In the Light of What We Know: A Novel
Page 42
What was she looking for? Looking for me? Did she fear I’d been abducted? This was Kabul, after all. Or was it Nicky she had feared? Whatever the motive for breaking in, was it not the act of omission that was reprehensible, the disregard for the gatekeeper in his native land? Did it really not even occur to her to ask him for help?
I turned to Suaif and shook my head and prayed he’d understand that I wanted then to apologize for everything, for everything that had been done and was going to be done.
She left you a message, said Suleiman, fishing something out of his trouser pocket.
He handed me a note in a sealed envelope: Come to supper at the UN compound. 7:30. Please come. I want to show you off.
* * *
By noon, the windowpane was fixed with a square of wooden board, and I was in my room, writing in my notebook, when there came a knock on the door.

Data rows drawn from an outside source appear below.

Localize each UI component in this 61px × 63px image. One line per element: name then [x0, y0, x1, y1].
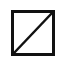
no-fill-icon	[11, 10, 55, 56]
no-fill-swatch-button[interactable]	[11, 10, 55, 56]
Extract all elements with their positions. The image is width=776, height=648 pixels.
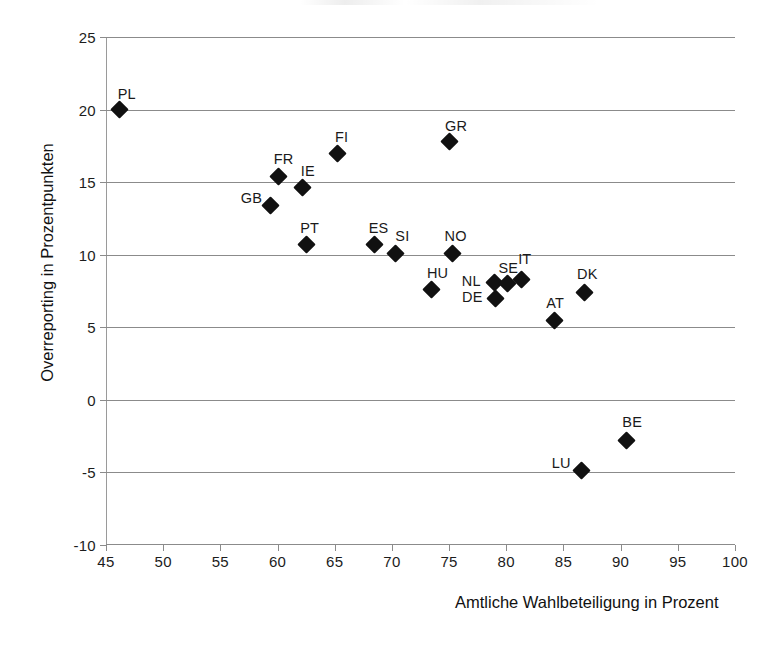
data-point-es[interactable] bbox=[366, 235, 384, 253]
y-tick-10 bbox=[100, 255, 106, 256]
gridline-y-20 bbox=[106, 110, 735, 111]
data-point-label-lu: LU bbox=[552, 455, 571, 471]
x-tick-label-75: 75 bbox=[440, 553, 457, 570]
x-tick-label-80: 80 bbox=[498, 553, 515, 570]
data-point-label-hu: HU bbox=[427, 265, 448, 281]
data-point-label-it: IT bbox=[518, 251, 531, 267]
data-point-gr[interactable] bbox=[440, 132, 458, 150]
data-point-gb[interactable] bbox=[261, 196, 279, 214]
data-point-be[interactable] bbox=[617, 431, 635, 449]
y-tick-label-25: 25 bbox=[79, 29, 96, 46]
data-point-label-be: BE bbox=[622, 414, 642, 430]
data-point-pl[interactable] bbox=[111, 100, 129, 118]
x-tick-label-45: 45 bbox=[97, 553, 114, 570]
data-point-label-gr: GR bbox=[445, 118, 467, 134]
x-tick-60 bbox=[278, 545, 279, 551]
gridline-y-5 bbox=[106, 327, 735, 328]
data-point-label-dk: DK bbox=[577, 266, 598, 282]
y-axis-line bbox=[106, 37, 107, 545]
x-tick-label-85: 85 bbox=[555, 553, 572, 570]
x-tick-label-50: 50 bbox=[155, 553, 172, 570]
y-tick--5 bbox=[100, 472, 106, 473]
y-tick-0 bbox=[100, 400, 106, 401]
x-tick-70 bbox=[392, 545, 393, 551]
y-tick-15 bbox=[100, 182, 106, 183]
data-point-label-ie: IE bbox=[301, 163, 315, 179]
data-point-label-de: DE bbox=[462, 289, 483, 305]
x-tick-100 bbox=[735, 545, 736, 551]
gridline-y--5 bbox=[106, 472, 735, 473]
x-tick-95 bbox=[678, 545, 679, 551]
data-point-hu[interactable] bbox=[423, 280, 441, 298]
data-point-label-si: SI bbox=[395, 228, 409, 244]
x-axis-line bbox=[106, 544, 735, 545]
x-axis-title: Amtliche Wahlbeteiligung in Prozent bbox=[455, 593, 719, 612]
y-axis-tick-labels: 2520151050-5-10 bbox=[52, 37, 96, 545]
data-point-label-se: SE bbox=[498, 260, 518, 276]
gridline-y-10 bbox=[106, 255, 735, 256]
gridline-y-0 bbox=[106, 400, 735, 401]
data-point-label-nl: NL bbox=[462, 273, 481, 289]
x-tick-label-55: 55 bbox=[212, 553, 229, 570]
x-tick-label-60: 60 bbox=[269, 553, 286, 570]
x-tick-65 bbox=[335, 545, 336, 551]
x-tick-label-70: 70 bbox=[383, 553, 400, 570]
data-point-pt[interactable] bbox=[297, 235, 315, 253]
data-point-no[interactable] bbox=[443, 244, 461, 262]
gridline-y-25 bbox=[106, 37, 735, 38]
data-point-label-es: ES bbox=[369, 220, 389, 236]
data-point-dk[interactable] bbox=[575, 283, 593, 301]
y-tick-label--10: -10 bbox=[73, 537, 96, 554]
y-tick-label-5: 5 bbox=[87, 319, 96, 336]
data-point-label-gb: GB bbox=[241, 190, 262, 206]
x-tick-80 bbox=[506, 545, 507, 551]
y-tick-20 bbox=[100, 110, 106, 111]
data-point-fi[interactable] bbox=[328, 144, 346, 162]
data-point-label-at: AT bbox=[546, 295, 564, 311]
data-point-label-pl: PL bbox=[118, 86, 136, 102]
x-tick-45 bbox=[106, 545, 107, 551]
gridline-y-15 bbox=[106, 182, 735, 183]
x-axis-tick-labels: 4550556065707580859095100 bbox=[106, 553, 735, 577]
data-point-label-no: NO bbox=[445, 228, 467, 244]
x-tick-label-95: 95 bbox=[669, 553, 686, 570]
data-point-si[interactable] bbox=[386, 244, 404, 262]
y-tick-label-20: 20 bbox=[79, 101, 96, 118]
x-tick-55 bbox=[220, 545, 221, 551]
x-tick-50 bbox=[163, 545, 164, 551]
x-tick-label-90: 90 bbox=[612, 553, 629, 570]
y-tick-25 bbox=[100, 37, 106, 38]
x-tick-85 bbox=[563, 545, 564, 551]
x-tick-label-65: 65 bbox=[326, 553, 343, 570]
data-point-de[interactable] bbox=[487, 289, 505, 307]
y-tick-label-10: 10 bbox=[79, 246, 96, 263]
x-tick-label-100: 100 bbox=[722, 553, 748, 570]
x-tick-75 bbox=[449, 545, 450, 551]
data-point-label-fr: FR bbox=[274, 151, 294, 167]
y-tick-label--5: -5 bbox=[82, 464, 96, 481]
y-tick-5 bbox=[100, 327, 106, 328]
y-tick-label-15: 15 bbox=[79, 174, 96, 191]
data-point-label-pt: PT bbox=[300, 220, 319, 236]
plot-area: PLFIGRFRIEGBPTESSINOHUNLSEITDEATDKBELU bbox=[106, 37, 735, 545]
x-tick-90 bbox=[621, 545, 622, 551]
scatter-chart-figure: Overreporting in Prozentpunkten Amtliche… bbox=[0, 0, 776, 648]
data-point-lu[interactable] bbox=[573, 462, 591, 480]
y-tick-label-0: 0 bbox=[87, 391, 96, 408]
data-point-label-fi: FI bbox=[335, 129, 348, 145]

I heard you were in town. Remember me?
Hello, Crane, I replied. Good to see you again. How are you?
Crane Morton Forrester looked much the same as when you introduced him to me at that party a few years earlier, the same brutal mass, a giant slab of ham that obscured the whole doorway behind him. He wore military fatigues and boots, but covering his chest and shoulders was a great wool jumper, blue and plain. Something about Crane threatened clumsiness.
What brings you to this neck of the woods? I asked.
I could ask the same of you, he replied.
Tourism, I said. I hear they have superb beaches and the girls are to die for.
You Brits kill me. Crane laughed.
And you? I asked.
Just quit the Marines; signed up a couple of years ago.
Before September 11?
Yup.
You were in Operation Enduring Freedom?
Fuckers had me in the embassy. No action. Haven’t seen squat.
So you quit?
Military contracting, that’s where the money’s at. I’m with Blackstar.
I nodded.
First learn the ropes, then start my own outfit.
Sounds like a plan.
Sure is. Two words, my man: plausible deniability. That’s the beauty of private military contractors. Gives Washington plausible deniability.
He gave me a beaming smile with a knowing look, as if he’d shared a clever yet simple insight.
There was movement by the door. From behind Crane’s form, Suleiman appeared. Suleiman himself had to duck in doorways, but next to the huge American with his wide receiving arms, the young Afghani looked narrow and vulnerable.
There you are, buddy, exclaimed Crane.
He patted Suleiman on the back, though he might as well have patted him on the head.
You’ve met Sully? Crane asked me.
I nodded without engaging Suleiman’s eye.
Suleiman handed Crane an envelope. Crane took it but gave not a word of explanation.
Sully’s a Red Sox fan, aren’t you, Sully? Think you got a shot this season?
Suleiman glanced at me. Was he telling me something? I thought, of course, of the colonel and his request: Find out what’s in the envelopes. And be careful with Crane.
Baseball can break your heart, Mr. Crane. It’s a game of surprises.
He’s a philosopher, our Sully, a man with an impossible dream.
Crane turned back to me.
Listen, I’ve gotta get going. How about grabbing a beer sometime?
Sure, I replied.
How long you here?
A while.
Great. I’ll show you around. There’s a lot of action if you know where to look.
Crane then actually gave me a wink. The second wink I’d received in twenty-four hours.
Sully knows how to get hold of me, he added.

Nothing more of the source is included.